| Literature DB >> 22582040 |
Jamie K Fitzgerald1, Sruthi K Swaminathan, David J Freedman.
Abstract
The primate brain is adept at rapidly grouping items and events into functional classes, or categories, in order to recognize the significance of stimuli and guide behavior. Higher cognitive functions have traditionally been considered the domain of frontal areas. However, increasing evidence suggests that parietal cortex is also involved in categorical and associative processes. Previous work showed that the parietal cortex is highly involved in spatial processing, attention, and saccadic eye movement planning, and more recent studies have found decision-making signals in lateral intraparietal area (LIP). We recently found that a subdivision of parietal cortex, LIP, reflects learned categories for multiple types of visual stimuli. Additionally, a comparison of categorization signals in parietal and frontal areas found stronger and earlier categorization signals in parietal cortex arguing that, in trained animals, parietal abstract association or category signals are unlikely to arise via feedback from prefrontal cortex (PFC).Entities:
Keywords: LIP; categorization; electrophysiology; frontal cortex; learning; neuroscience; parietal cortex
Year: 2012 PMID: 22582040 PMCID: PMC3348721 DOI: 10.3389/fnint.2012.00018
Source DB: PubMed Journal: Front Integr Neurosci ISSN: 1662-5145
Figure 1Single neurons reflect both shape-shape associations and motion direction categories [Fitzgerald et al. ( The activity of a single LIP neuron as a monkey associated six shapes into three pairs in a delayed-match-to-pair task. The average neuronal activity evoked by each sample shape is plotted, and same-color traces correspond to associated pairs of shapes. (B) The same neuron was recorded while the animal performed a delayed-match-to-category task. Average activity evoked by each sample motion direction is shown, and same-color traces correspond to directions in the same category. (C) Association or category strength, as measured by explained variance (η2) for direction categories versus shape pairs, during the first half of the delay period for all neurons tested in both tasks. The solid line is a regression fit, and the dashed line has a slope of 1.

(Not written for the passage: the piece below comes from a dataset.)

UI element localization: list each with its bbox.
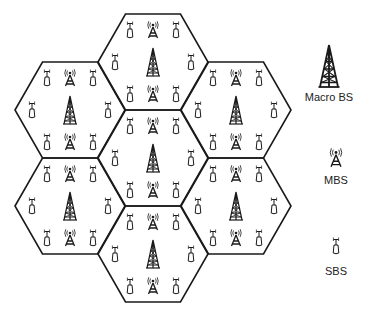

Figure 2Comparison of LIP and PFC in a motion direction categorization task [Swaminathan and Freedman ( Examples of category-selective neurons in LIP (A) and PFC (B). Single neurons in both areas displayed binary-like category selectivity during the motion direction categorization task. Same-color traces correspond to directions in the same category. (C) Category selectivity, measured by receiver operating characteristic (ROC) analysis was stronger and appeared with a shorter latency in LIP (black) compared to PFC (dark gray). The shaded area around the solid traces indicates the s.e.m.